Most men would consider themselves lucky if at the age of 80 they can make it out to the golf course on occasion. Not Yuichiro Miura. For him, only reaching the peak of Mount Everest will satiate his hunger for adventure.

Last week we reported that Miura, who hails from Japan, was planning his trek to the top of the world, and on Thursday he accomplished what he set out to do. At the age of 80 he has become the oldest man to ever scale the tallest mountain in the world.

"We have arrived at the summit," Miura said in a radio transmission to Japanese news agency Kyodo from the world's highest point. "80 years and 7 months. ... The world's most incredible mountaineering team had helped me all the way up here."

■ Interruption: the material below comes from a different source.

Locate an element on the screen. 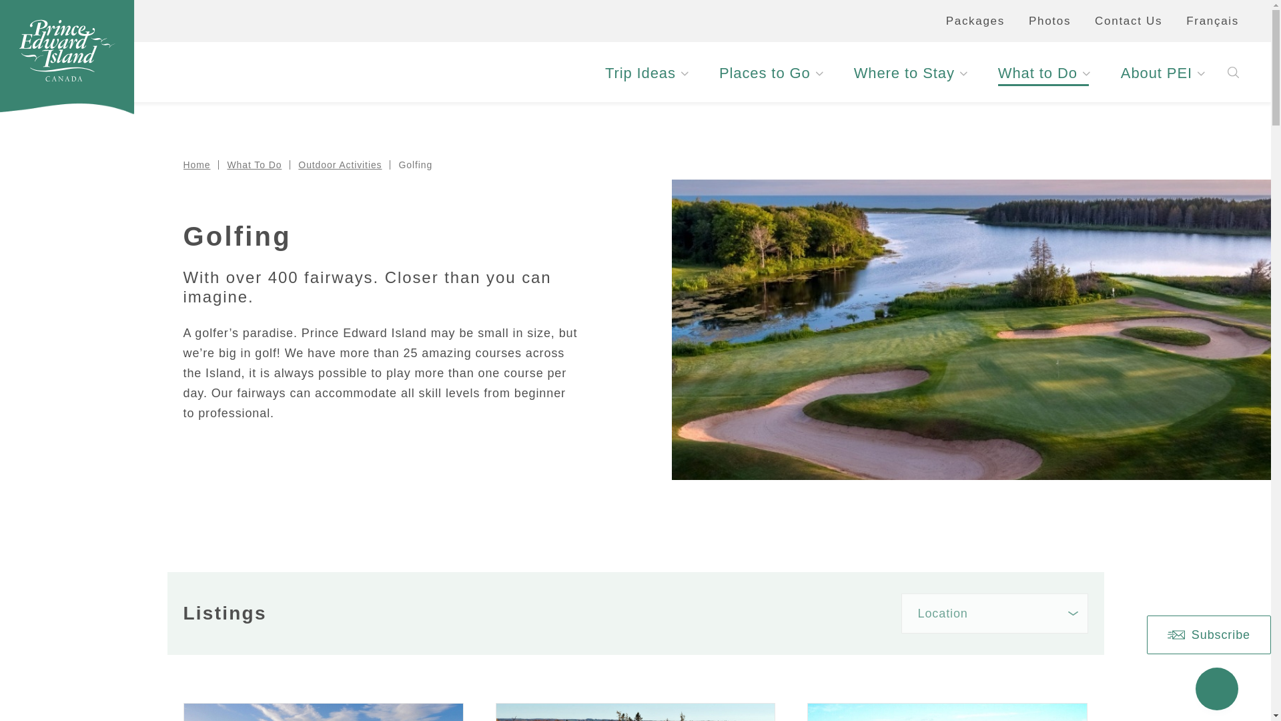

Miura already holds one record on Mount Everest as he is the only person to ever ski down the mountain. Additionally, he has also climbed to the utmost tip of the Himalayas when he was both 70 and 75 years old, proving that his latest climb was no fluke, but rather the product of a trained, focus mind.

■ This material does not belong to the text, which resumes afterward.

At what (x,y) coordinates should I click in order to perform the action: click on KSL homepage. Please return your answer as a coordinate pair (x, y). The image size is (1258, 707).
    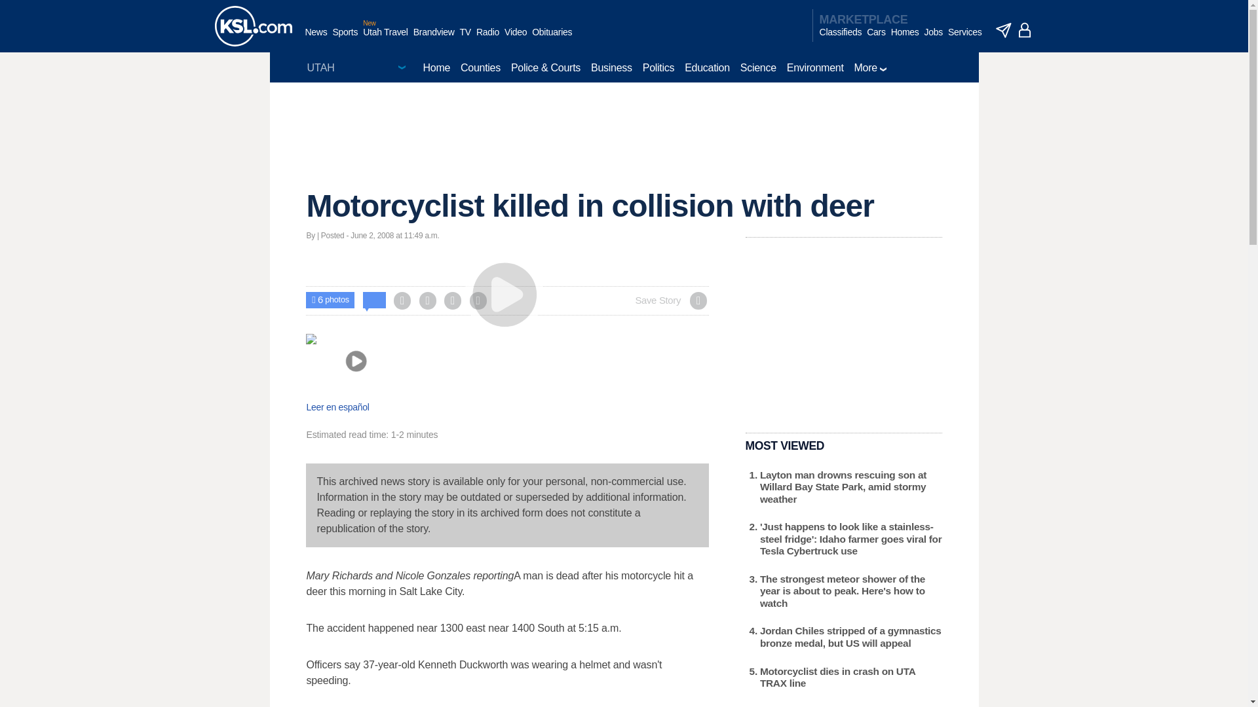
    Looking at the image, I should click on (253, 26).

"I'm feeling on top of the world," quipped Miura via satellite phone, according to Kyodo. "Even at the age of 80, I can go on and on."

The record was previously held by Nepal's Min Bahadur Sherchan, who in 2008 reached the summit at 76, one day before Miura scaled the mountain at age 75. Sherchan is planning to one up Miura once again, having already secured funding from the Nepalese government to make the trek, which he plans on doing very soon.

Despite the fact that his record will likely not hold for very long, Miura does not seem to have a care in the world. For him, overcoming one's own limitations has always taken precedence over some record.

"It is to challenge (my) own ultimate limit. It is to honor the great Mother Nature," he said. "And if the limit of age 80 is at the summit of Mt. Everest, the highest place on earth, one can never be happier," he said.

Edmund Hillary and Tenzing Norgay first climbed the mountain back in 1953. Since then, around 3,000 people have made the journey to the highest point in the world. It is an especially dangerous trek, as two men died on the ascent just three days before Miura's record climb.